Paris will always be Paris and Céline will always be Céline. That’s what I remember from this opening ceremony of the first Summer Olympics in the City of Lights in a century.
I complain about the Olympics and all the dark things that hide behind the grandiose image, and then every time I get upset. watching thousands of people working like crazy to offer us a universal spectacle while showing the best of the host country, with all the clichés that this imposes to revisit.
But I had never been so stressed before an opening ceremony of the Games. In Paris, really? After the attacks of 2015 and the burning news? With the possibility of countless disruptions? After the incredible legislative elections? After watching on Netflix one of the rare French disaster films, entitled Under the Seinewith sharks eating everyone?
After weeks of wondering if Celine would be there, and if we would perhaps see her collapse live in front of millions of viewers?
Speaking of Céline, I have rarely seen such a well-orchestrated return, enough to feel like I was a bit taken for a ride with the documentary. I am: Celine Dion. We thought she was at the end of her tether, and here she is, flamboyant with Scott Price in the Eiffel Tower, lit up like a Pink Floyd show, bringing a masterful end to a long ceremony lasting more than four hours by theOde to love by Edith Piaf, one of the most beautiful songs in the French repertoire, embodying like never before the highlight of the show.
Watch Celine Dion perform at the Paris Games opening ceremony
A nail that hit me, as expected. I was exhausted after months of conjecture and four hours of television, in addition to having been traumatized by his documentary. To make matters worse, I was on the phone with my mother in tears, while I answered on my iPhone to my friends who worship Celine, overwhelmed with emotion. How could I not be?
Let’s remember one thing: this opening ceremony of the Paris Games was talked about as a disaster that had been announced for at least a year. The first not to be held in a stadium, but in the emblematic places of the city, with a parade of athletes in boats on the Seine.
And what more beautiful setting than Paris, this open-air museum which, unlike London or Berlin, was spared from the bombings of the Second World War? As if Paris needed a postcard, when it is one of the most visited cities in the world.
And yet, what beauty. That’s why we never tire of Paris, whose life is constantly renewed like a weed among the impressive monuments.
This extraordinary show, directed by Thomas Jolly, was not perfect, because the shows of the Olympic Games are always too long anyway. The logistics are crazy, the recording complicated, you have to be a bit of a masochist to accept such a contract. However, it made me want to see his version of Starmania which will soon be presented in Quebec.
I remember being impressed by the discipline and perfection of the Beijing Games opening ceremony, but the Paris opening ceremony really touched my heart, probably because I am French-speaking, I love the city and, of course, because Céline Dion, who unites not only the French-speaking world, but the entire planet.
I watched the ceremony on Radio-Canada, the only channel I could get in the countryside. Horrified by the four or five aggressive commercials that were inflicted on us at the crescendo moments of the show. I understand that the delegation of Radio-Canadian journalists on site has to be funded, but it is such a lack of respect for the public and the artisans that I simply cannot believe it. I was really afraid that the public service would scrappe the Celine moment towards the end.
Radio-Canada needs to take stock: they don’t treat viewers like that. Not to mention that the hosting by Martin Labrosse and Céline Galipeau will not be remembered, it was so bland.
Obviously, the usual reactionaries, with their starched vision of the Nation, see in this ceremony the decadence of France and, once again, the end of civilization. Because there were drags, threesomes, Philippe Katerine naked and Aya Nakamura swinging Aznavour in front of the French Academy. Some see it as an attack on the symbols of France, when they have just been magnified and updated, by reminding us that Paris is still a party to which everyone should be invited.
I admit I had a blast watching the metal band Gojira perform with guillotined aristocrats in the Conciergerie prison, where Marie-Antoinette was locked up before her torture. The Revolution is surely the most heavy of the history of France.
Also seeing the sun set over Paris, despite the rain that fogged the cameras, giving way to the appearance of the City of Light, justified the length of the show, to show that we never sleep there. Is Paris burning? No, it shines. Like Lady Gaga, like “voguing” on a bridge in the capital.
Whether we like it or not, Paris shone brightly in this opening ceremony that was doomed to failure in advance and that will be crucified for having only wanted to show the France of today.
“The earth can collapse, I don’t care if you love me, I don’t care about the whole world,” sang Celine, living up to the expectations she creates, as usual.
That’s how we like it, and that’s how we like France.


### [About this task]
Report each line from the entries in which "team" can be found.

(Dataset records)
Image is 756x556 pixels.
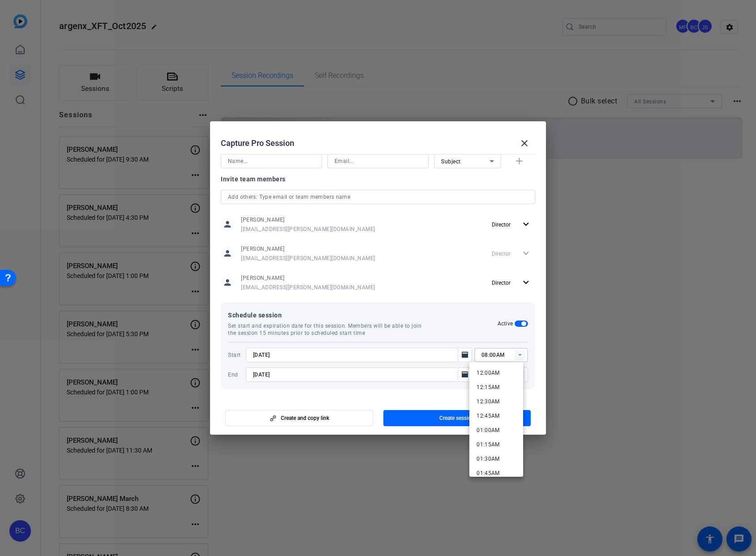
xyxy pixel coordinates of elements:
[228,156,314,167] input: Name...
[241,284,375,291] span: [EMAIL_ADDRESS][PERSON_NAME][DOMAIN_NAME]
[220,132,535,154] div: Capture Pro Session
[476,470,500,476] span: 01:45AM
[253,370,456,381] input: Choose expiration date
[476,442,500,448] span: 01:15AM
[441,158,461,164] span: Subject
[253,350,456,360] input: Choose start date
[228,371,243,378] span: End
[241,225,375,233] span: [EMAIL_ADDRESS][PERSON_NAME][DOMAIN_NAME]
[241,246,375,253] span: [PERSON_NAME]
[476,384,500,391] span: 12:15AM
[335,156,421,167] input: Email...
[476,370,500,376] span: 12:00AM
[220,174,535,185] div: Invite team members
[241,255,375,262] span: [EMAIL_ADDRESS][PERSON_NAME][DOMAIN_NAME]
[488,275,535,291] button: Director
[488,216,535,232] button: Director
[228,310,498,320] span: Schedule session
[476,456,500,462] span: 01:30AM
[520,219,531,231] mat-icon: expand_more
[383,410,531,426] button: Create session
[476,413,500,420] span: 12:45AM
[520,277,531,288] mat-icon: expand_more
[476,427,500,433] span: 01:00AM
[228,192,528,203] input: Add others: Type email or team members name
[492,280,510,286] span: Director
[492,222,510,228] span: Director
[220,275,234,289] mat-icon: person
[476,398,500,405] span: 12:30AM
[439,414,475,422] span: Create session
[458,368,472,382] button: Open calendar
[225,410,373,426] button: Create and copy link
[481,350,528,360] input: Time
[498,320,513,327] h2: Active
[228,352,243,359] span: Start
[281,414,329,422] span: Create and copy link
[241,216,375,224] span: [PERSON_NAME]
[220,218,234,231] mat-icon: person
[519,138,530,148] mat-icon: close
[220,247,234,260] mat-icon: person
[241,275,375,281] span: [PERSON_NAME]
[228,322,430,336] span: Set start and expiration date for this session. Members will be able to join the session 15 minut...
[458,348,472,362] button: Open calendar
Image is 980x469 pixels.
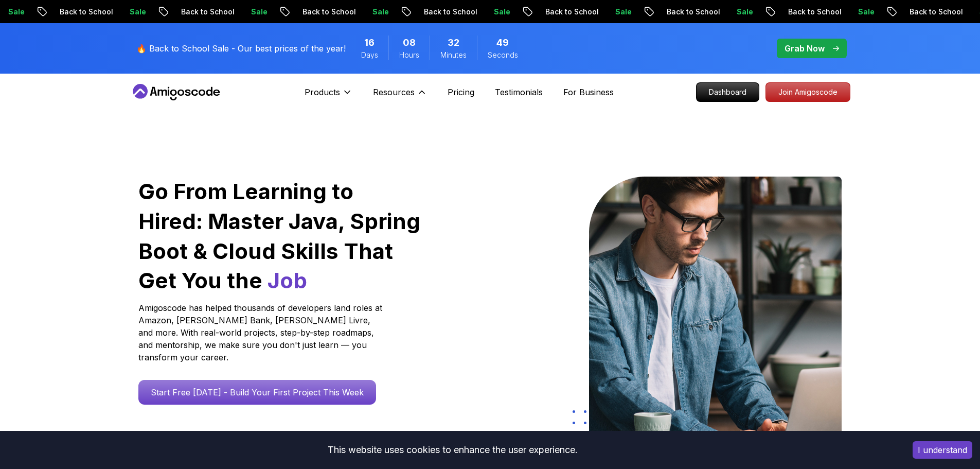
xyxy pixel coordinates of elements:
[136,42,346,55] p: 🔥 Back to School Sale - Our best prices of the year!
[304,86,340,98] p: Products
[119,7,152,17] p: Sale
[292,7,362,17] p: Back to School
[447,36,459,50] span: 32 Minutes
[563,86,614,98] a: For Business
[304,86,352,106] button: Products
[49,7,119,17] p: Back to School
[899,7,969,17] p: Back to School
[240,7,273,17] p: Sale
[766,83,850,101] p: Join Amigoscode
[488,50,518,60] span: Seconds
[696,82,759,102] a: Dashboard
[604,7,637,17] p: Sale
[373,86,427,106] button: Resources
[440,50,467,60] span: Minutes
[726,7,758,17] p: Sale
[138,301,385,363] p: Amigoscode has helped thousands of developers land roles at Amazon, [PERSON_NAME] Bank, [PERSON_N...
[656,7,726,17] p: Back to School
[847,7,880,17] p: Sale
[483,7,516,17] p: Sale
[777,7,847,17] p: Back to School
[785,42,824,55] p: Grab Now
[364,36,374,50] span: 16 Days
[7,439,897,461] div: This website uses cookies to enhance the user experience.
[534,7,604,17] p: Back to School
[447,86,474,98] a: Pricing
[496,36,509,50] span: 49 Seconds
[373,86,415,98] p: Resources
[413,7,483,17] p: Back to School
[170,7,240,17] p: Back to School
[495,86,543,98] a: Testimonials
[399,50,419,60] span: Hours
[765,82,850,102] a: Join Amigoscode
[403,36,416,50] span: 8 Hours
[913,441,972,458] button: Accept cookies
[361,50,378,60] span: Days
[138,380,376,404] a: Start Free [DATE] - Build Your First Project This Week
[362,7,395,17] p: Sale
[696,83,758,101] p: Dashboard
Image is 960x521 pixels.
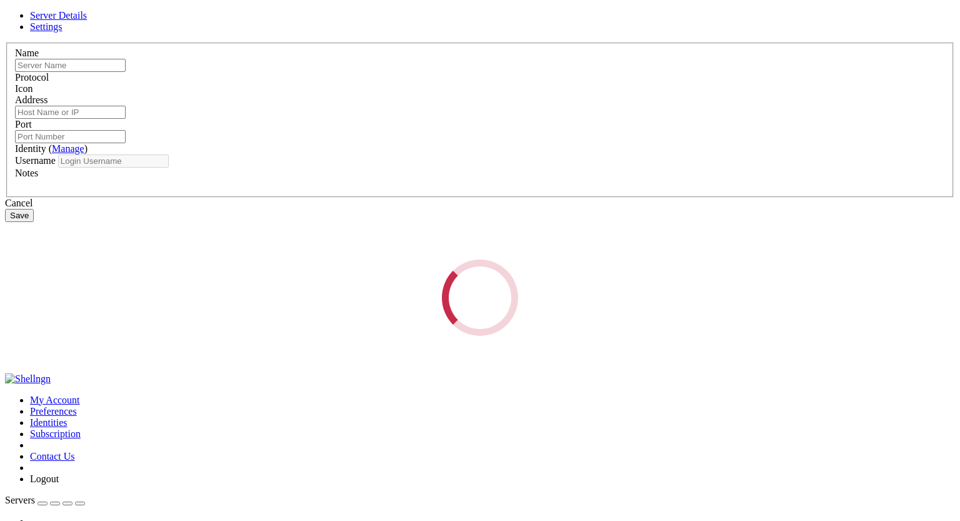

### [Task response]
[220,174,535,185] div: Invite team members
[228,192,528,203] input: Add others: Type email or team members name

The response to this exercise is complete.